In recent years, Weber's image of the 'iron cage' has been challenged by the sociologists Ulrich Beck and Anthony Giddens. They claim that this image no longer applies to the late modern world we are entering. In the late modern era, individuals, institutions and organizations have become or will become reflexive, and as a consequence the iron cage of rationalization is opening. In this article, the authors largely subscribe to the theories of Beck and Giddens though formulate two objections. First, they demonstrate that the theories each illuminate only one level of social life in late modernity and should be combined. Second, they claim that in the theories of Beck and Giddens a search for a possible integrating phenomenon is largely missing. By combining the theories they disentangle a new form of integration, which may emerge in late modernity. This new form of integration they dub 'reflexive authority'.
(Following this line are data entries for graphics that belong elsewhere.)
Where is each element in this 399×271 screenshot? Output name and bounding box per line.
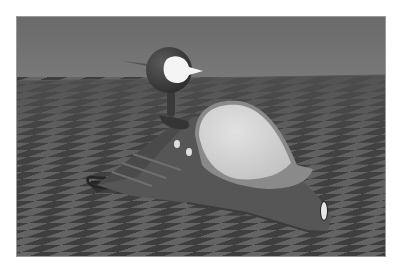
render-image bbox=[16, 16, 386, 257]
scene bbox=[17, 17, 386, 257]
side-light bbox=[174, 140, 180, 148]
side-light bbox=[186, 148, 192, 156]
sky bbox=[17, 17, 386, 83]
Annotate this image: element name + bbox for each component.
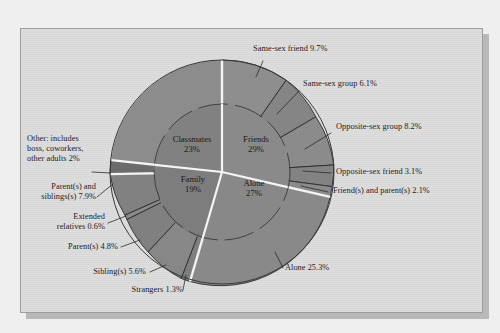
- outer-label-other-line3: other adults 2%: [27, 154, 80, 163]
- outer-label-opposite-sex-friend: Opposite-sex friend 3.1%: [336, 167, 422, 177]
- inner-label-classmates-name: Classmates: [173, 134, 212, 144]
- outer-label-other: Other: includes boss, coworkers, other a…: [27, 134, 99, 165]
- leader-siblings: [150, 265, 166, 272]
- inner-label-alone: Alone 27%: [231, 178, 277, 199]
- outer-label-extended-relatives-line1: Extended: [73, 212, 105, 221]
- leader-parents: [121, 240, 140, 247]
- nested-pie-chart: [0, 0, 500, 333]
- outer-label-other-line2: boss, coworkers,: [27, 144, 83, 153]
- inner-label-alone-value: 27%: [246, 188, 262, 198]
- inner-pie-group: [154, 104, 290, 241]
- outer-label-extended-relatives: Extended relatives 0.6%: [31, 212, 105, 232]
- inner-label-friends-name: Friends: [243, 134, 269, 144]
- outer-label-parents-and-siblings-line1: Parent(s) and: [51, 182, 96, 191]
- outer-label-same-sex-friend: Same-sex friend 9.7%: [253, 44, 328, 54]
- leader-parents-and-siblings: [97, 184, 113, 197]
- outer-label-strangers: Strangers 1.3%: [107, 285, 183, 295]
- outer-label-parents-and-siblings: Parent(s) and siblings(s) 7.9%: [18, 182, 96, 202]
- leader-other: [92, 172, 110, 173]
- outer-label-parents: Parent(s) 4.8%: [46, 242, 118, 252]
- inner-label-classmates-value: 23%: [184, 144, 200, 154]
- outer-label-friends-and-parents: Friend(s) and parent(s) 2.1%: [333, 186, 430, 196]
- outer-label-same-sex-group: Same-sex group 6.1%: [303, 79, 377, 89]
- inner-label-alone-name: Alone: [243, 178, 264, 188]
- outer-label-opposite-sex-group: Opposite-sex group 8.2%: [336, 122, 422, 132]
- outer-label-parents-and-siblings-line2: siblings(s) 7.9%: [41, 192, 96, 201]
- inner-label-family-value: 19%: [185, 184, 201, 194]
- inner-label-friends: Friends 29%: [231, 134, 281, 155]
- outer-label-other-line1: Other: includes: [27, 134, 79, 143]
- inner-label-classmates: Classmates 23%: [161, 134, 223, 155]
- outer-label-siblings: Sibling(s) 5.6%: [66, 267, 146, 277]
- outer-label-alone: Alone 25.3%: [285, 263, 329, 273]
- inner-label-family: Family 19%: [169, 174, 217, 195]
- outer-label-extended-relatives-line2: relatives 0.6%: [57, 222, 105, 231]
- inner-label-friends-value: 29%: [248, 144, 264, 154]
- leader-extended-relatives: [108, 216, 126, 223]
- inner-label-family-name: Family: [181, 174, 205, 184]
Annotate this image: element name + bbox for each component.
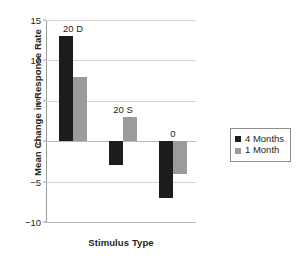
bar-chart-figure: Mean Change in Response Rate 151050−5−10…: [0, 0, 304, 260]
category-label: 20 D: [63, 23, 83, 34]
gridline: [46, 20, 196, 21]
y-tick-label: 5: [36, 95, 41, 106]
legend-label: 1 Month: [245, 145, 279, 155]
y-tick-label: 15: [30, 15, 41, 26]
y-tick-mark: [43, 100, 46, 101]
y-tick-mark: [43, 141, 46, 142]
y-tick-label: 0: [36, 136, 41, 147]
gridline: [46, 182, 196, 183]
y-tick-mark: [43, 60, 46, 61]
y-tick-mark: [43, 181, 46, 182]
bar: [159, 141, 173, 198]
legend-item: 4 Months: [235, 134, 284, 144]
chart-legend: 4 Months1 Month: [230, 128, 291, 162]
category-label: 20 S: [113, 104, 133, 115]
plot-area: 151050−5−10 20 D20 S0: [46, 20, 196, 222]
bar: [73, 77, 87, 142]
legend-item: 1 Month: [235, 145, 284, 155]
y-tick-label: −5: [30, 176, 41, 187]
legend-label: 4 Months: [245, 134, 284, 144]
y-axis-line: [46, 20, 47, 222]
category-label: 0: [170, 128, 175, 139]
legend-swatch-icon: [235, 136, 241, 142]
y-tick-label: −10: [25, 217, 41, 228]
y-tick-label: 10: [30, 55, 41, 66]
bar: [109, 141, 123, 165]
y-tick-mark: [43, 20, 46, 21]
bar: [59, 36, 73, 141]
bar: [123, 117, 137, 141]
y-tick-mark: [43, 222, 46, 223]
bar: [173, 141, 187, 173]
gridline: [46, 222, 196, 223]
x-axis-title: Stimulus Type: [46, 237, 196, 248]
legend-swatch-icon: [235, 148, 241, 154]
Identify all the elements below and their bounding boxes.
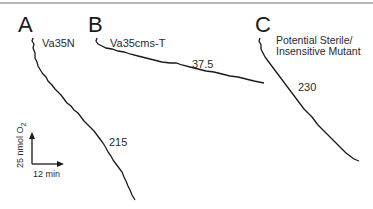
panel-letter-c: C: [255, 14, 271, 36]
panel-c-name: Potential Sterile/ Insensitive Mutant: [276, 35, 361, 57]
panel-letter-b: B: [88, 14, 103, 36]
panel-c-rate: 230: [298, 81, 316, 93]
panel-b-rate: 37.5: [192, 58, 213, 70]
panel-a-name: Va35N: [42, 37, 75, 49]
vertical-scale-label: 25 nmol O2: [15, 123, 27, 168]
scale-bar: [29, 132, 64, 167]
horizontal-scale-label: 12 min: [33, 169, 60, 179]
panel-a-rate: 215: [109, 136, 127, 148]
vertical-scale-subscript: 2: [20, 123, 27, 127]
right-arrow-icon: [57, 161, 64, 167]
panel-b-name: Va35cms-T: [110, 37, 165, 49]
panel-letter-a: A: [18, 14, 33, 36]
panel-c-name-line2: Insensitive Mutant: [276, 46, 361, 57]
vertical-scale-text: 25 nmol O: [15, 126, 25, 168]
up-arrow-icon: [29, 132, 35, 139]
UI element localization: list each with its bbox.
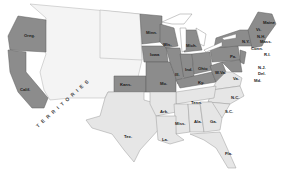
- label-south-carolina: S.C.: [225, 109, 233, 114]
- label-kansas: Kans.: [120, 82, 131, 87]
- label-minnesota: Minn.: [146, 30, 157, 35]
- label-alabama: Ala.: [194, 119, 202, 124]
- label-wisconsin: Wis.: [163, 42, 172, 47]
- state-new-jersey: [240, 50, 246, 64]
- label-texas: Tex.: [124, 134, 132, 139]
- label-rhode-island: R.I.: [264, 52, 271, 57]
- label-california: Calif.: [20, 87, 30, 92]
- label-maine: Maine: [263, 20, 276, 25]
- label-indiana: Ind.: [185, 67, 192, 72]
- state-minnesota: [140, 14, 162, 44]
- label-new-york: N.Y.: [242, 39, 250, 44]
- label-vermont: Vt.: [256, 27, 261, 32]
- territories-plains: [100, 10, 142, 60]
- us-civil-war-map: TERRITORIES Oreg. Calif. Kans. Minn. Wis…: [0, 0, 283, 178]
- label-west-virginia: W.Va.: [215, 70, 226, 75]
- label-mississippi: Miss.: [175, 121, 185, 126]
- label-louisiana: La.: [162, 137, 168, 142]
- label-iowa: Iowa: [150, 52, 160, 57]
- state-mississippi: [174, 104, 190, 134]
- label-georgia: Ga.: [210, 119, 217, 124]
- label-new-jersey: N.J.: [258, 65, 266, 70]
- label-illinois: Ill.: [175, 72, 180, 77]
- label-arkansas: Ark.: [160, 109, 168, 114]
- state-florida: [190, 132, 236, 168]
- label-north-carolina: N.C.: [231, 95, 239, 100]
- label-michigan: Mich.: [186, 43, 197, 48]
- label-pennsylvania: Pa.: [230, 54, 236, 59]
- lake-michigan: [180, 28, 186, 52]
- label-kentucky: Ky.: [198, 80, 204, 85]
- label-connecticut: Conn.: [251, 46, 263, 51]
- label-massachusetts: Mass.: [260, 39, 272, 44]
- state-texas: [86, 92, 160, 162]
- label-tennessee: Tenn.: [191, 100, 202, 105]
- label-maryland: Md.: [254, 78, 261, 83]
- label-florida: Fla.: [225, 151, 232, 156]
- label-delaware: Del.: [258, 71, 266, 76]
- label-oregon: Oreg.: [24, 33, 35, 38]
- label-missouri: Mo.: [160, 81, 167, 86]
- label-ohio: Ohio: [198, 66, 208, 71]
- label-virginia: Va.: [233, 76, 239, 81]
- lake-superior: [162, 14, 192, 24]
In this article, we propose a method for the disaggregation of welfare state regimes that enhances our insight into innovative welfare state change; that is, change beyond the borders of regime logic. Welfare states, we argue, are composed of different approaches to various social risks, and the approach to each social risk is often ‘hybrid’: it consists of various types of arrangements. It is no coincidence that risk approaches, and consequently welfare states, are often hybrid entities. We argue that a singular approach to a social risk creates a social residue that may evoke social pressure which can in turn be diminished by hybridizing the arrangement; that is, changing allocation rules to include new social groups or to cover previously uncovered needs. In itself, however, a hybrid arrangement is unstable. This is why hybridization may be followed by either a return to a singular risk approach so that social pressure re-emerges, or by the establishment of a new, additional arrangement so that a hybrid risk approach emerges. This is innovative change. We do not argue that innovative change inevitably occurs. Change requires that groups facing residues are able to employ sufficient power resources. However, some level of autonomous institutional welfare state change is to be expected as an outcome of the continuous creation of residues.
In the present study, we investigated whether fathers’ and mothers’ parenting behavior is differentially related to parental factors (such as age and employment), child factors (age and gender) as well as social support. Parents reported on their use of a broad range of parenting behaviors, including affection, responsivity, explaining, autonomy, support, rewarding, and punishing. We used survey data from the Netherlands for 1197 mothers and 903 fathers of children aged 2 to 17. Seemingly unrelated regression analyses were conducted to combine the regression results on the separate subsamples (fathers and mothers) and to test for differences in the coefficients between those subsamples. Our expectation that the parenting behavior of fathers is more dependent on parents’ characteristics, children’s characteristics, and social support than that of mothers was only partly confirmed by the results of our analysis. In general, our results suggest that fathers’ parenting behaviors seem to be associated with parental and child characteristics and contextual factors in ways that are similar to how these factors are associated with mothers’ parenting behaviors. Results are discussed in relation to the roles and expectations associated with motherhood and fatherhood.
Community is a key dimension in the work-family interface as highlighted by the recent Covid-19 pandemic. Yet it is critically understudied by much work-family scholarship. We highlight and address crucial barriers preventing the integration of the community concept, developing an interdisciplinary communitybased capabilities approach. This approach conceptualizes three components of community: local relationships, local policies and locality (place, space and scale). Local relationships include formal and informal relationships, networks, and a sense of belonging. Dependent on the broader socioeconomic context, local policies and services can provide important resources for managing these relationships and work-life situations more generally. These relationships and policies are embedded in specific geographical localities, shaping and being shaped by social action. This interdisciplinary conceptualization of community allows relational, spatial, structural and temporal aspects of community to be integrated into a more broadly applicable conceptual approach. We base this approach on the capability approach, which allows for a pluralistic work-life framework of what individuals value and do. We further argue for a conceptualization of family as community, moving towards a work-community interface. The resulting conceptual approach is useful for explaining work-life processes for individuals with and without care responsibilities, and offers a new framework for studying the social trends intensely and rapidly highlighted by the COVID-19 pandemic.
This article investigates the relationship between the 'gender informal care gap' -the relative contributions of women to informal care for non-co-resident relatives and other members of social networks, compared to men -and public care policies, level of care needs, labour market position and gendered care attitudes. Since the literature suggests that none of these factors alone can explain the gender informal care gap, we develop a model based on fuzzy-set/qualitative comparative analysis in order to identify patterns in the relationship between the factors. The analysis conducted at the macro-national level in 13 European countries, suggests that at the macro-level, the availability of public care services is crucial to understanding the gender informal care gap, while women's labour market position, the presence or absence of gendered care attitudes and the level of care needs play no or a relatively minor role.